Bartholomew Fair
time.
    ‘They are excellent, Mistress Cordiner,’ I said. ‘You made them entirely yourself?’
    She blushed a little. ‘William cut all the pieces. I stitched them and William hammered in the studs on the soles.’
    ‘You work well together, then.’ I grinned at William, who smiled back. I had never seen him look so happy. It was difficult to remember him as he had once been, in such a state of despair that he had wanted only to die.
    ‘The boots are ready to take now?’ I said.
    ‘They need a further polish,’ Liza said. ‘We can do it now, while you wait, or you can come back tomorrow. The shoes will be ready by the end of the week.’
    ‘I’ll wait,’ I said. I was impatient to feel myself fully clothed and shod.
    Within half an hour the boots were ready and Sara’s shoes wrapped in a sheet of brown paper for me to carry away. I stepped out of the shop into a bright day, determined to think nothing of Poley or the possibility that my services might not be needed at Seething Lane. Tomorrow I would take my reports to Walsingham.
     

Chapter Three
    T he following morning I rose early. It had been a restless night. What if Walsingham did not need me? My only other hope for employment was as an assistant physician in one of London’s two hospitals. I only knew St Bartholomew’s and the woman living in our house in Duck Lane had said there were no positions there now. She might have been lying, though I thought not. Despite my anger at her indifference to what had happened to my father and to me, she had seemed an honest woman. Because of my services in the past, I knew that the governors of the hospital respected me, but money was always short and they could not authorise employing an extra physician if one was not needed.
    The other hospital, St Thomas’s, lay south of the river, outside the City of London itself, in the borough of Southwark.

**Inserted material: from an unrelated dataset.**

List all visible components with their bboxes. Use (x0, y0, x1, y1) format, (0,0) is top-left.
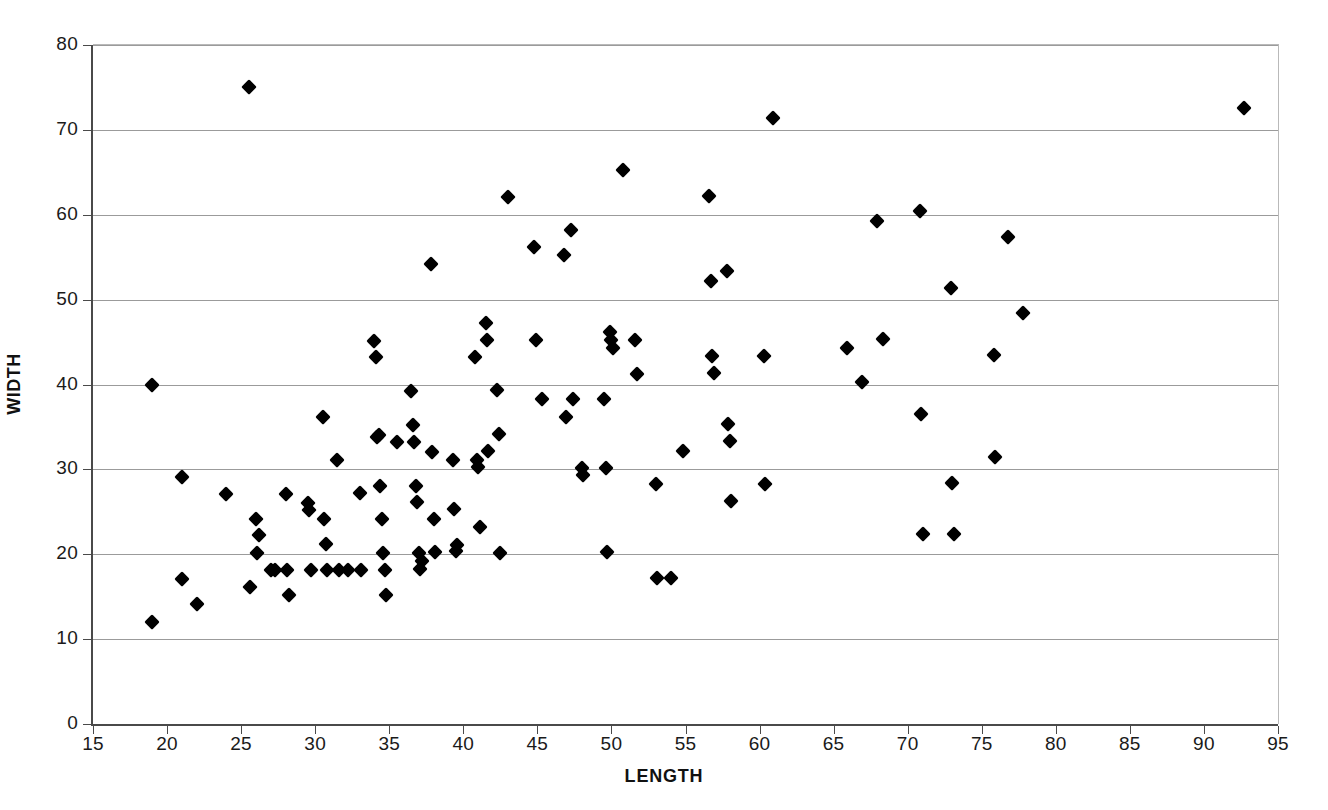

I had been there just once. When the sailors and soldiers from our fleet which defeated the Armada were struck down by typhoid and the bloody flux, my father and I had cared for several ships’ crews docked at Deptford. When the worst of the epidemic was over, we had transferred the last few convalescent patients to St Thomas’s, the nearer hospital, before we returned to our own work at St Bartholomew’s. I had seen very little of the southern hospital, though I knew they often took on desperate cases. There might be a vacancy there. However, the summer this year had been remarkably free of the plague and other diseases of the warmer weather, so it was likely they too had no need of extra physicians. No doubt, like St Bartholomew’s, they never had money enough.
    If I was not needed in Walsingham’s service, I would approach St Thomas’s. Even if Sir Francis could offer me some code-breaking work I might do so, for I did not want my medical proficiency to grow rusty. Since childhood I had always admired and loved my father’s medical skills, honed by his studies of Arab medicine. As a girl in Portugal, I could never have hoped to become a physician. The great advantage of my boy’s disguise had meant that from the age of fourteen I had become my father’s assistant, learning his profession both in practice at his side and through the studies his set me at home. I would not, could not, sacrifice all that and what it meant to me.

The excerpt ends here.